Hello Phil
The change looks good to me.
I found two interesting changes in your webrev.
. The move to use FontDesignMetrics to compute width should be better than
generating GlyphVector for the same.
. Besides, the double conversion from chars[] to String and vice versa has been
avoided as
Hello All,
Gentle reminder for review.
Thanks,
Jay
From: Jayathirth D V
Sent: Thursday, December 07, 2017 8:47 PM
To: 2d-dev
Subject: [OpenJDK 2D-Dev] [10] RFR JDK-8176795: Wrong color drawn when painting
translucent colors on volatile images using XRender.
Hello All,
Please
I started looking the FX patch on Friday. I hope to finish my review today.
-- Kevin
Philip Race wrote:
Yes, I approved the 2D patch. I have not yet looked at the FX version.
-phil
On 12/10/17, 12:39 PM, Laurent Bourgès wrote:
Phil,
Thanks for your review.
I suppose you approved the
Yes, I approved the 2D patch. I have not yet looked at the FX version.
-phil
On 12/10/17, 12:39 PM, Laurent Bourgès wrote:
Phil,
Thanks for your review.
I suppose you approved the Java2D patch for the RFR thread: [10] RFR
JDK-8191814:
The explanation sounds reasonable, although I'd like to give Clemens a
chance to review this.
-phil.
On 12/07/2017 07:16 AM, Jayathirth D V wrote:
Hello All,
Please review the following fix in JDK10 :
Bug : https://bugs.openjdk.java.net/browse/JDK-8176795
Webrev :
Hi,
I pushed in jdk forrest:
http://hg.openjdk.java.net/jdk/client/rev/fd7fbc929001
Thanks for your reviews, Phil & Sergey !
Laurent
2017-12-07 20:43 GMT+01:00 Sergey Bylokhov :
> I am not an expert here, I just look to the changes and run the closed
> tests for
Yes, it should be negative since we want to use this as the y origin of
the rectangle
relative to the baseline. I am using it correctly in the height calculation.
40 float height = ascent + descent + leading;
541 return new Rectangle2D.Float(0f, ascent, width, height);
Hi, Phil.
The new code will calculate the logical bounds this way:
541 new Rectangle2D.Float(0f, ascent, width, height);
But previously it was:
2613 new Rectangle2D.Float(0, -tl.getAscent(), tl.getAdvance(),
2614 tl.getAscent() + tl.getDescent() +
2615
Looks fine.
On 11/12/2017 14:39, Phil Race wrote:
Yes, it should be negative since we want to use this as the y origin of
the rectangle
relative to the baseline. I am using it correctly in the height calculation.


■ Assignment
Please work out how many of the lines below include "nCAUSE". Only the number should be given.

■ Material shown
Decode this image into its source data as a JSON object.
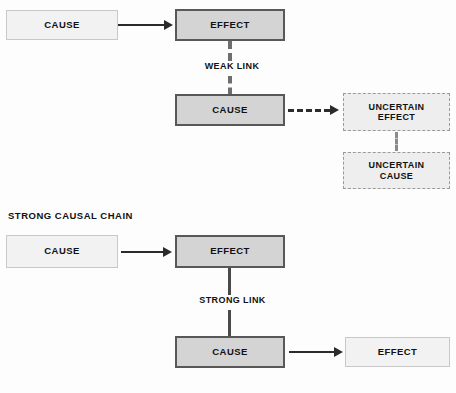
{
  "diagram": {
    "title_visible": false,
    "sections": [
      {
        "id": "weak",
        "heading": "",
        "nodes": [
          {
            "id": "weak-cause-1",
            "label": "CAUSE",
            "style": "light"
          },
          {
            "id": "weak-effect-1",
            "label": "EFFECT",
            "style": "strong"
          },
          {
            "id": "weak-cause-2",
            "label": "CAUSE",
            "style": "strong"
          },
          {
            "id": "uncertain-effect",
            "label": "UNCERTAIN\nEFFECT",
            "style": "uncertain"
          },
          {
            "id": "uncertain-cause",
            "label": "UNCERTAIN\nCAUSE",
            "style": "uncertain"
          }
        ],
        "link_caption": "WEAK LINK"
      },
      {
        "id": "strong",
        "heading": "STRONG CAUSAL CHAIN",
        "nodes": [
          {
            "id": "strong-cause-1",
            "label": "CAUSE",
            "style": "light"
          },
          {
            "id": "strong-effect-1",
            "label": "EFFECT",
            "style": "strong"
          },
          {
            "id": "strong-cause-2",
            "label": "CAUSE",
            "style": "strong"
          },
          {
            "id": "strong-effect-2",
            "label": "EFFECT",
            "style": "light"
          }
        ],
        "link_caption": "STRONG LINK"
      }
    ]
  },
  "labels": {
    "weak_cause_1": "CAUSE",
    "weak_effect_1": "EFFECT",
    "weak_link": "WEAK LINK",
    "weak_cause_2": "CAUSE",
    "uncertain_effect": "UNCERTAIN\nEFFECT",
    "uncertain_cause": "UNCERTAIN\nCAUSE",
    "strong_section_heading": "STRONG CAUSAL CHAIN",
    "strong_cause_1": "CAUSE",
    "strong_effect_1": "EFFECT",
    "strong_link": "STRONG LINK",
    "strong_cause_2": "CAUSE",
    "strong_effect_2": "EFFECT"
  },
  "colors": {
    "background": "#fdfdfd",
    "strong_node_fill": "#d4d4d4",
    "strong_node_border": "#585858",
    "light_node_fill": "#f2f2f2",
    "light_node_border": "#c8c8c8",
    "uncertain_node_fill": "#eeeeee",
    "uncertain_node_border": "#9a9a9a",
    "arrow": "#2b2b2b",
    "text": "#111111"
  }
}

■ Written reply
2